Introduction to Copulas
Copulas are important functions that explain the dependence between 2 or more random variables.
Common uses can be found within risk management, portfolio optimisation problems, derivatives pricing, climate/weather predictions and signal processing.
More recently copulas are being used within machine learning to help generate synthetic tabular data. Using a copula you can train a model to recognise the statistical properties of a dataset and then sample from the trainined model to produce “synthetic” data which in theory, maintains the same statistical properies as the original dataset.
In this article I will review the basic concept of copulas.
What is a copula?
The word copula means to “link/combine things together”. In probability theory, copulas are important functions that explain the dependance between 2 or more random variables. Specifically, they are used to combine individual “marginal” distributions of single random variables to arrive at the joint distribution of these variables.
Example
Consider 2 random variables: X₁ and X₂
Case 1: X₁ and X₂ are independent.
Case 2: X₁ and X₂ are dependent + we know the distributions of X₁ and X₂ (e.g gaussian)
Case 3: X₁ and X₂ are Dependent + ?? no information about their distributions.
The equation in case 3 is known as Sklar Theorem, which simply states that the joint distribution of 2 random variables is simply the product of their marginals * copula.
In summary so far:
A copula is a function that contains the dependence information between 2 or more random variables and tells you how they are correlated.
Marginal distributions * copula = Joint Distribution.
Even though I’ve only mentioned the probability density function (PDF) when talking about joint and marginal distributions, if someone asks for the joint distribution between 2 variables you could also answer using the correlated density function (CDF). For simplicity we’ll denote the difference using f or F respectively:
PDF simply the derivative of CDF.
Cross Applying Copulas and Mapping
Because copulas only contain the dependence information, they are not specific to any particular random variables. Therefore you can apply copulas to other families “domains”. This is an important property since it allows you to apply the same copula to other data you suspect might have similar dependence properties as another dataset.
In the case that we want to use variables of some domain (X₁ and X₂) and apply a copula to them from another domain then we must first map the variables to the new domain. X₁ → Y₁ & X₂ → Y₂.
Example
How we map
We set both CDFs equal to each other. Since we already know the CDF of the original domain and we know the CDF of the new domain but not the value y₁, the problem simply boils down to “for what value y1 do we need to get the same CDF as the left”.
Therefore y₁ is simply the inverse of the normal function:
The same can be done for X₂ → Y₂ and the final mapping becomes:
which is now a known function and called the “Gaussian copula”.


**Task instructions:**
Scan the entries for the word "wealth". Every line that has it should be copied.

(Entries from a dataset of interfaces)
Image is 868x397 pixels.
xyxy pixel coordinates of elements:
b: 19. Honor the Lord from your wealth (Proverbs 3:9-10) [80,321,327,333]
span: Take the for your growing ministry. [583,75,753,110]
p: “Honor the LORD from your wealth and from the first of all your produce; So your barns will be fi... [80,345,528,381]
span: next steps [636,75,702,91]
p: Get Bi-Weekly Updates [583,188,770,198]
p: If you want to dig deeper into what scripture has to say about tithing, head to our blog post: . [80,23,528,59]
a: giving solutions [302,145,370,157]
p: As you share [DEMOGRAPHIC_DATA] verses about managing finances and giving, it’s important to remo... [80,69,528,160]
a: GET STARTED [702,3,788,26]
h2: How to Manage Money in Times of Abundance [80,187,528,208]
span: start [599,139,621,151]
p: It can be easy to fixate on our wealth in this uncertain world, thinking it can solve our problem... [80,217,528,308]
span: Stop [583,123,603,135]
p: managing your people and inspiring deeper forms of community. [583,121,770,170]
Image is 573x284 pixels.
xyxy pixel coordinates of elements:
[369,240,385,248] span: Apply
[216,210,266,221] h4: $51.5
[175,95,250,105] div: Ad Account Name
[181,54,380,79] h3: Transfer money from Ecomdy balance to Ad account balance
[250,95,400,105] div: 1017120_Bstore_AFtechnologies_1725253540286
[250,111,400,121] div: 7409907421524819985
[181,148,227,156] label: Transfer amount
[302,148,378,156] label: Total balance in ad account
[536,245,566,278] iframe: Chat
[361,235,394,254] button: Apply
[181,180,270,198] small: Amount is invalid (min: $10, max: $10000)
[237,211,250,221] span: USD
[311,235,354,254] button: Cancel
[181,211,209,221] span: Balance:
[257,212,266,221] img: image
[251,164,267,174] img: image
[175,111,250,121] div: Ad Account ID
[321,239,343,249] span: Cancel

**Expected answer:**
b: 19. Honor the Lord from your wealth (Proverbs 3:9-10) [80,321,327,333]
p: “Honor the LORD from your wealth and from the first of all your produce; So your barns will be fi... [80,345,528,381]
p: It can be easy to fixate on our wealth in this uncertain world, thinking it can solve our problem... [80,217,528,308]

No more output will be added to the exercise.